Researchers Develop Acid-Free Technology to Recover 97 Percent Silver from End-of-Life Solar Panels
Researchers developed an acid-free solar panel recycling method recovering 97 percent silver, enabling sustainable photovoltaic waste management and circular economy growth.
January 14, 2026. By EI News Network
Researchers at the University of Newcastle have developed a fast, safe and acid-free method to recover over 97 per cent of silver from end-of-life solar panels, marking a major breakthrough in solar waste recycling and critical minerals recovery.
The new technique retrieves high-grade silver from discarded photovoltaic (PV) panels in just a few minutes, using a physical separation process rather than chemical-intensive methods that typically take hours and pose environmental and safety risks.
The research was led by Associate Professor Mahshid Firouzi from the University’s Centre for Critical Minerals and Urban Mining (CRITIUM).
“Solar panels and the valuable minerals they contain do not need to end their life as waste,” Associate Professor Firouzi said. “By using flotation, a fast and well-established mineral beneficiation technique — we can recover almost all of the silver in an end-of-life solar panel without using any acid," said Firouzi.
The method combines comminution, where panels are mechanically crushed into fine particles, with froth flotation, a separation process that uses water, air bubbles and small amounts of standard flotation reagents. Valuable metals float to the surface while waste materials sink.
While froth flotation is widely used in mining, this is believed to be the first successful demonstration of its use for recovering metallic silver from recycled solar panels.
“Many in the field believed this wasn’t feasible,” she added. “Our results prove otherwise, noted Firouzi.
End-of-life PV panels contain 300–500 parts per million (ppm) of silver, comparable to, and in some cases exceeding, the cut-off grade of primary silver mines.

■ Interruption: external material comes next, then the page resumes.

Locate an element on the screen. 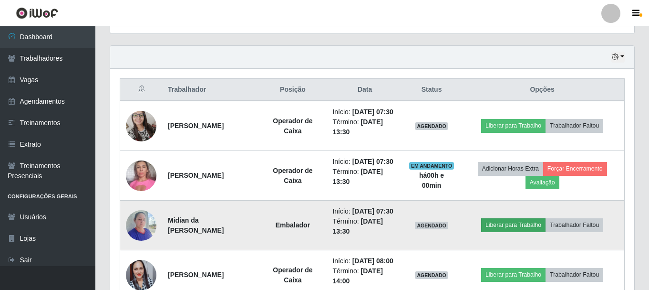 Image resolution: width=649 pixels, height=290 pixels. th: Data is located at coordinates (365, 90).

Australia, which has the highest solar capacity per capita globally, is expected to generate over one million tonnes of solar panel waste by 2050, containing an estimated 300–500 tonnes of silver.
The 18-month study involved collaboration between two University of Newcastle research centres based at the Newcastle Institute for Energy and Resources (NIER). The team included PhD candidate Hamidreza Saffarian and Laureate Professor Kevin Galvin, Director of both research centres.

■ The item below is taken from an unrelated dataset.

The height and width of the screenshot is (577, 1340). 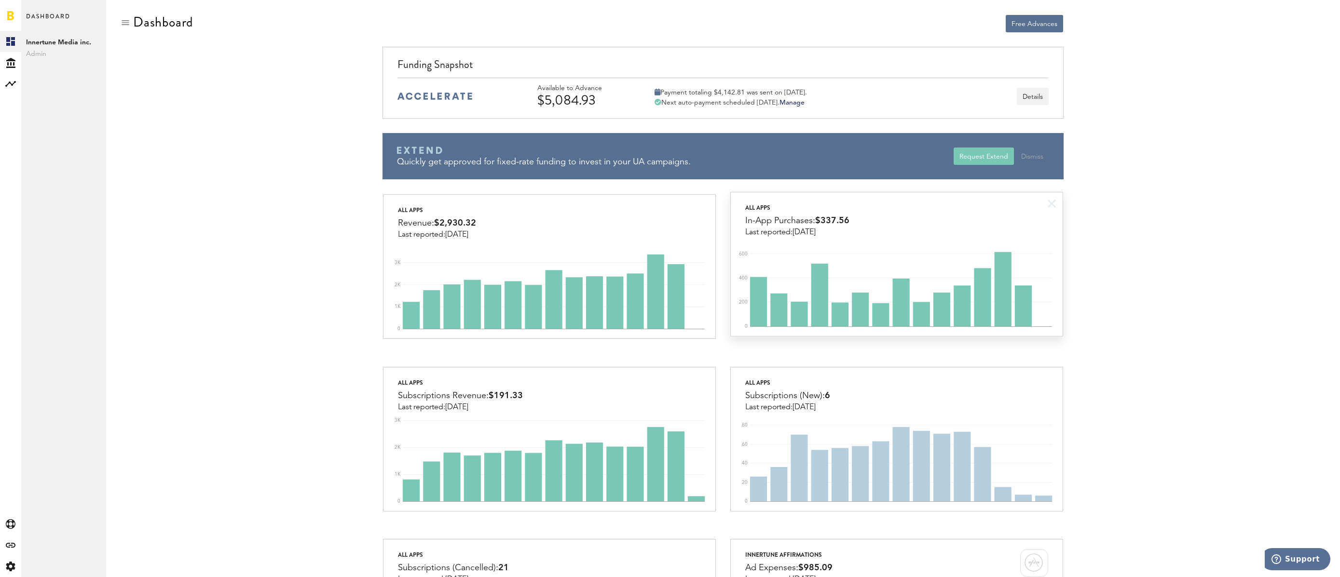 I want to click on text: 20, so click(x=745, y=482).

End-of-life PV samples were supplied by industry partner Circular Solar Solutions, with additional support from KGM Services Pty Ltd / The Solar Professionals under a Cooperative Research Centres Projects grant.
Jeremy Grant of The Solar Professionals said that the results exceeded expectations, as he pointed out, “We’re excited about the opportunity to further refine and apply these techniques to advance metal recovery from end-of-life PVs. This is exactly the kind of innovation the sector needs.”

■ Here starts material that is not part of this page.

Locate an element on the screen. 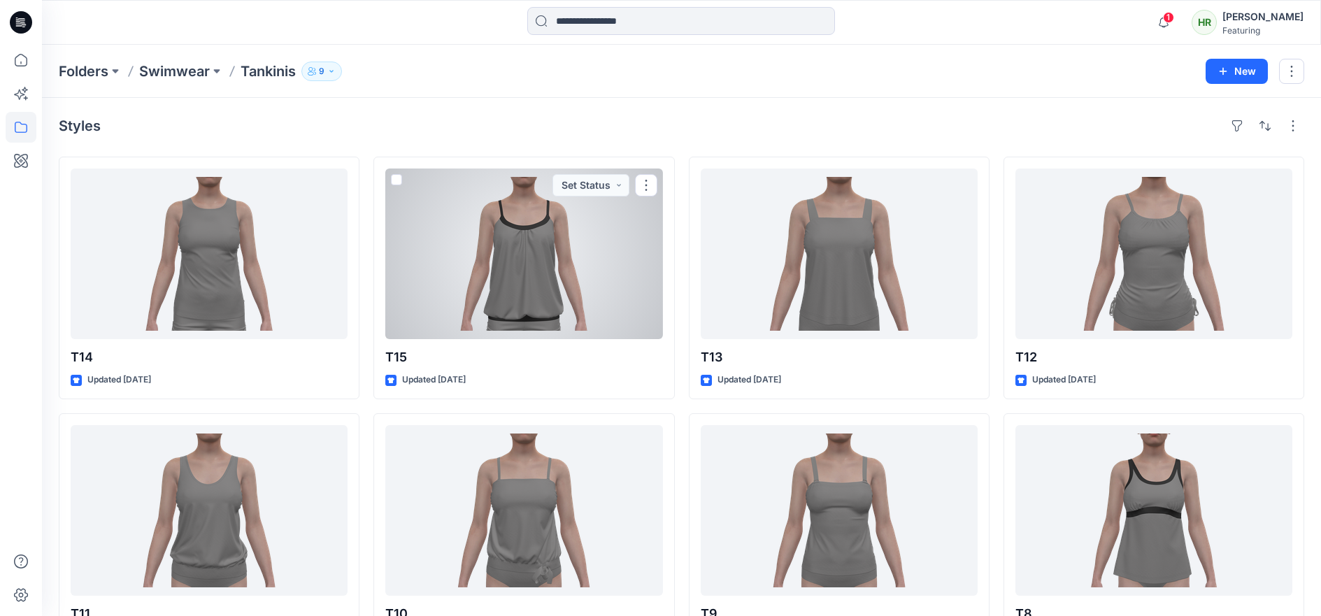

The research team is now investigating silicon recovery, which makes up nearly 90 per cent of the weight of crystalline solar cells and is critical to global solar manufacturing.
“Silver is just the beginning,” Firouzi said. “There are billions of dollars’ worth of valuable metals locked inside urban and industrial waste. We simply cannot afford to let them go to landfill," she added.
The project ultimately aims to commercialise sustainable end-of-life solutions for solar panels, supporting a circular economy, reducing environmental impact, and creating new jobs in resource recovery and advanced manufacturing.